In this lucid, affecting memoir, Fox describes her movements across Europe's scrambled borders: unplanned trips to empty castles and ruined cathedrals, a stint in bombed-out Warsaw in the midst of the Communist election takeovers, and nights spent in apartments here and there with distant relatives, friends of friends, and in shabby pensions with little heat, each place echoing with the horrors of the war. A young woman alone, with neither a plan nor a reliable paycheck, Fox made her way with the rest of Europe as the continent rebuilt and rediscovered itself among the ruins.
Long revered as a novelist, Fox won over a new generation of readers with her previous memoir, Borrowed Finery.
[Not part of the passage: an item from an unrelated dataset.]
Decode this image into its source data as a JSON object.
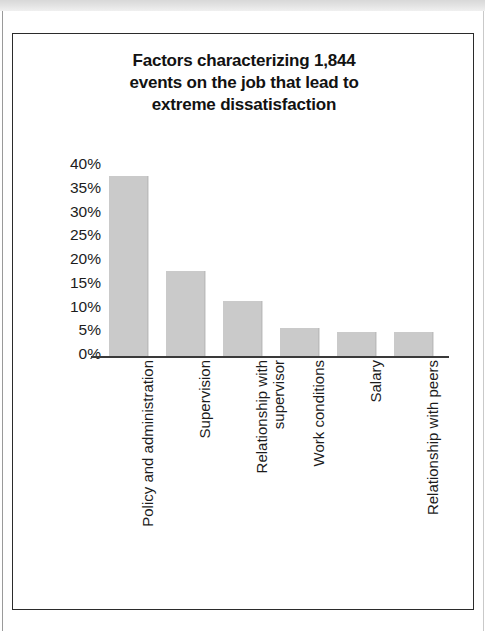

Now, with The Coldest Winter, she recounts another chapter of a life seemingly filled with stories-a rare, unsentimental glimpse of the world as seen by a writer at the beginning of an illustrious career.
In 1946, Paula Fox walked up the gangplank of a partly reconverted Liberty with the classic American hope of finding experience-or perhaps salvation-in Europe. She was twenty-two years old, and would spend the next year moving among the ruins of London, Warsaw, Paris, Prague, Madrid, and other cities as a stringer for a small British news service.
In this lucid, affecting memoir, Fox describes her movements across Europe's scrambled borders: unplanned trips to empty castles and ruined cathedrals, a stint in bombed-out Warsaw in the midst of the Communist election takeovers, and nights spent in apartments here and there with distant relatives, friends of friends, and in shabby pensions with little heat, each place echoing with the horrors of the war. A young woman alone, with neither a plan nor a reliable paycheck, Fox made her way with the rest of Europe as the continent rebuilt and rediscovered itself among the ruins.
Long revered as a novelist, Fox won over a new generation of readers with her previous memoir, Borrowed Finery. Now, with The Coldest Winter, she recounts another chapter of a life seemingly filled with stories-a rare, unsentimental glimpse of the world as seen by a writer at the beginning of an illustrious career.